Yes, without a doubt, the self-sown cherry tomatoes are the easiest to grow and most prolific. They tend to have small fruit with tough skins that’s rarely attacked by fruit fly. But I love the challenge of growing a big tasty tomato like Beefsteak!

Victoria
Victoria
11 years ago

Thanks Jennifer, it’s great to learn how these different control methods actually work. I often find that product labels are too basic as I like to understand something before I use it. I am keen to try Naturelure. When should I begin using it?
My tomatoes are mostly in flower with only a few fruits that are still quite small and green.

Jennifer Stackhouse
Jennifer Stackhouse
11 years ago
Reply to  Victoria

Once the fruit is fully formed but still green you should start applying the bait. Reapply regularly particularly if it rains.
Since harvesting my first fruit and posting this blog, I’ve found another ‘pest’ who is partial to our tomatoes. Our local blue tongue lizard has eaten the lower fruit. So we’ve harvested lots of the fruit that’s beginning to ripen and brought it indoors out of his reach.
Jennifer

Victoria
Victoria
11 years ago

Thanks Jennifer….I also noticed a few catterpillars eating my green tomatoes too so will spray with some Dipel ASAP.

Jennifer Stackhouse
Jennifer Stackhouse
11 years ago
Reply to  Victoria

The caterpillars tend to burrow into the top of the fruit leaving large holes.
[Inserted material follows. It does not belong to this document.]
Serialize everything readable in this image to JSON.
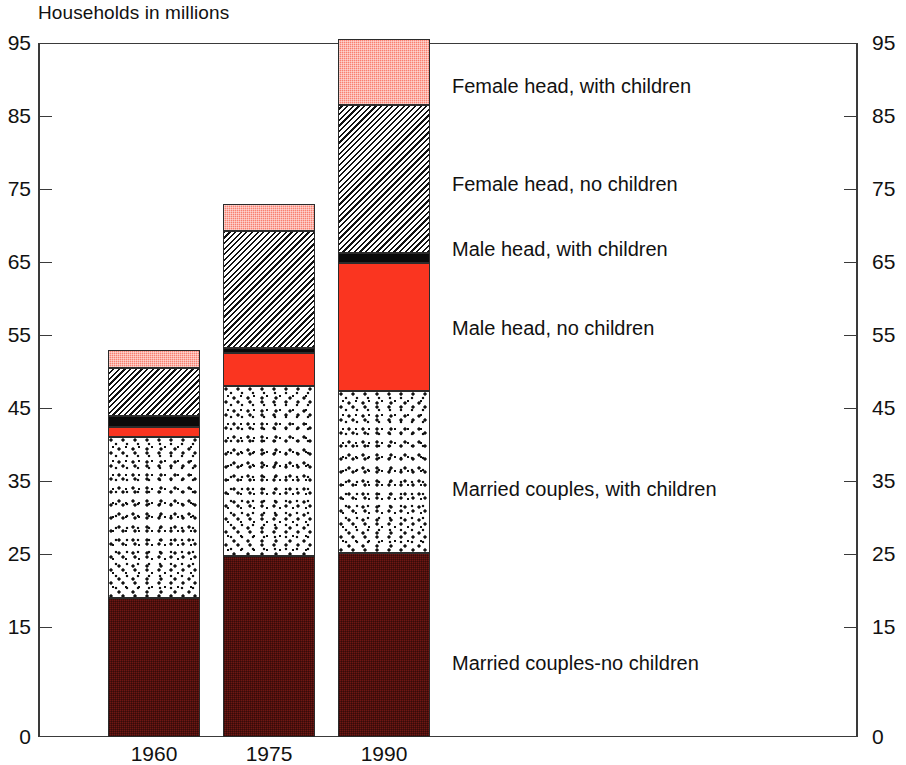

Dipel may not work as the caterpillars need to consume it for it to do its damage. But certainly worth a try.
Jennifer

Alex Williams
Alex Williams
8 years ago

I have not had any problem in past years with my tomatoes. this year they are being eaten from what appears to be the inside out, often till there is just a shell of skin. It happens to ripe or near ripe fruit and all I can see is some miniscule bug, generally only a few that would be half the size of a pinhead coloured black or very dark brown. Any idea what they may be or how to combat them. I am about 20km NE of Walpole W.A.
Alex

jenniferstackhouse
8 years ago
Reply to  Alex Williams

It is most likely that your tomatoes are being eaten out by a nocturnal predator such as a rat or possum and the small insect you are finding inside the skin is just enjoying a free feed. The insect pests may be earwigs (identified by the pincers on their rear end) or some type of bug such as Rutherglen bug or green vegetable bug. All that can be done to protect the fruit is to cover the undamaged tomatoes with netting or the individual clusters with an exclusion bag. Alternatively pick the tomatoes while they are under ripe and ripen them indoors. Pick each fruit with a bit of stem attached. Jennifer

Alex Williams
Alex Williams
8 years ago

Thanks Jennifer, I did lose a complete Peach trees yield to a rat one year but i think this is unlikely as between the Mardos (carnivorous native rodents that eat micelings and such) and two Maltese shiatsu cross dogs I think it is unlikely. The patch is bird wired and bird netted from ground up and no apparent burrowing.
I will try to look closely at the bugs but as you say with so few they would have to be the size of peas or grapes after eating so much tomato so quick.

Alex

Alex Williams
Alex Williams
8 years ago
Reply to  Alex Williams

OK, since my last response, whilst I have yet to magnify and identify the minuscule bugs, I think I have established the main culprit. Juvenile Silver-eyes (Zosterops-lateralis) these are one of the few birds that manage to squeeze through the netting but once gorged, in this case on my Tomatoes don’t always seem to be able to squeeze back out. Thanks for your help Jennifer and you were close, a rodent with wings.